‘So sore was the delirious goad,

I took my steed and forth I rode,’

says the remorseful Marmion; and but that in the present state of the fodder market no horses had been stabled at Rainbar for many a day, our latter-day Crusader might have followed out the idea literally. As it was he but arose at earliest dawn and mechanically took the garden path, trusting to find some excuse for an hour or two of hard manual labour which might guide or exorcise the evil spirits that were rending his very soul.

He had been putting out all his strength for an hour or more, and was in much the same bodily state and condition as if he had taken a ten-mile spin with a greatcoat on, after the prescription of Mr. Geoffry Delamayn, when he observed a solitary horseman wending his way along the ‘up-river’ road, which was distinguishable more by dust than by colouring from the grassless waste through which it wound.

The stranger, who was habited in a collarless Crimean shirt and rather dilapidated habiliments generally, rode his emaciated steed steadily on at the slow, hopeless, leg-weary jog to which most of the horses of the territory had long been reduced, until he reached the garden gate. Ernest,—taking him for granted as the usual ‘reporter’ of travelling sheep, about to clear off the last fragments of what once had been pasture; an invalid shepherd, making for the Drewarrina Hospital; a mounted tramp or ‘traveller’ looking for work, with no great hope of, or indeed concern about, finding it; or lastly, a supernumerary for some travelling stock caravan, who had been ‘hunted’ for drunkenness or inefficiency,—raised not his head. For any or all of these toilers of the waste there would be the unvarying hospitality of the men’s hut. But the stranger sat calmly upon his despondent horse at the gate surveying Ernest’s exceedingly efficient spade performance with apparent approval, until at length he broke silence. ‘My word, Mr. Noochamp, you’re nigh as good as a Chinaman. You’d make wages at post-hole digging, if the rain forgets to come and we’re all smothered. How’s those AD store cattle getting on?’

Ernest looked up hastily and indignantly at the first tones of the stranger’s accost, but immediately relaxed his visage and flung down his spade as he recognised in the horseman’s countenance the grave, reflective lineaments of Abstinens Levison.

END OF VOL. II

Printed by R. & R. Clark, Edinburgh.

Transcriber’s Note

Obvious typographical errors have been silently corrected.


▶ _YOUR ASSIGNMENT_
Find all lines in the records that include the word "plate", and copy them out.
==== RECORDS SHOWN ====
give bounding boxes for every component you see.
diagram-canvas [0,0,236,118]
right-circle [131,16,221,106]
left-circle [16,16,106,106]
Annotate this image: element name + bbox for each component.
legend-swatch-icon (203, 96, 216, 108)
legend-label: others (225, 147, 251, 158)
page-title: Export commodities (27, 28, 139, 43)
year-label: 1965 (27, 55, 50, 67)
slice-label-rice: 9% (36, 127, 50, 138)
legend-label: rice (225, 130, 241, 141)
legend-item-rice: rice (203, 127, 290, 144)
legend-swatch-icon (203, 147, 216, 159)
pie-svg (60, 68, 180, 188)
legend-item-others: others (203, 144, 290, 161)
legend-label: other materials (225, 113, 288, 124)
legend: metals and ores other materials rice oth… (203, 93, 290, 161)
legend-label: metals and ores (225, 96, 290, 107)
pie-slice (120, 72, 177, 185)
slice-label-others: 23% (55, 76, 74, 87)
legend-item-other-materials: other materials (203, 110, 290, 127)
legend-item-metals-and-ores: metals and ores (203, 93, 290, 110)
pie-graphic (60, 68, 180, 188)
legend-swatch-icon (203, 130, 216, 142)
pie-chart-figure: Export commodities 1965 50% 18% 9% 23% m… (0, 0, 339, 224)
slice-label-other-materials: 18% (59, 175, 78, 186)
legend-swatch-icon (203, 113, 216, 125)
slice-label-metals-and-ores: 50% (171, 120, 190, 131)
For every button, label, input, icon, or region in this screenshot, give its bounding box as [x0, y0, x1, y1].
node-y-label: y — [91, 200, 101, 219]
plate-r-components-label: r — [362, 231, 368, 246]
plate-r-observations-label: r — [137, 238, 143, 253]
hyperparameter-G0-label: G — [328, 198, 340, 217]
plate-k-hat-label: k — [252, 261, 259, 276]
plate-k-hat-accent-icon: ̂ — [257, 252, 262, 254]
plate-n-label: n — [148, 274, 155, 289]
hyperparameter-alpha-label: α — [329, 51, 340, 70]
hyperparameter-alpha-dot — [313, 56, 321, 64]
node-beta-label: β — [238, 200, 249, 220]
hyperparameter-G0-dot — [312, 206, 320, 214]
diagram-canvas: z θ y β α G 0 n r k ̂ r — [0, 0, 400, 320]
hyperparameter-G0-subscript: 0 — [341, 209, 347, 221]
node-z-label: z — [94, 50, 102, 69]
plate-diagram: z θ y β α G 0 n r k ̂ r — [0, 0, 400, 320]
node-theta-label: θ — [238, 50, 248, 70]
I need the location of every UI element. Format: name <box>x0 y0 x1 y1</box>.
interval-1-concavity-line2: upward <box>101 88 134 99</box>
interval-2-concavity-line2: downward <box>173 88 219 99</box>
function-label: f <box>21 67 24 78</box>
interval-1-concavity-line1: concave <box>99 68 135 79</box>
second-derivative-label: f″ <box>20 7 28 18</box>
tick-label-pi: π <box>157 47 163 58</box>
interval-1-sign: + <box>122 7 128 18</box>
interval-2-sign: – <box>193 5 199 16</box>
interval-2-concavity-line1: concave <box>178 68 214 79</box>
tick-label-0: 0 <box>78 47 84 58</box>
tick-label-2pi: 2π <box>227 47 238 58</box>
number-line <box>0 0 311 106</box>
====
▶ _OUTPUT OF THE TASK_
plate-r-components-label: r — [362, 231, 368, 246]
plate-r-observations-label: r — [137, 238, 143, 253]
plate-k-hat-label: k — [252, 261, 259, 276]
plate-k-hat-accent-icon: ̂ — [257, 252, 262, 254]
plate-n-label: n — [148, 274, 155, 289]
plate-diagram: z θ y β α G 0 n r k ̂ r — [0, 0, 400, 320]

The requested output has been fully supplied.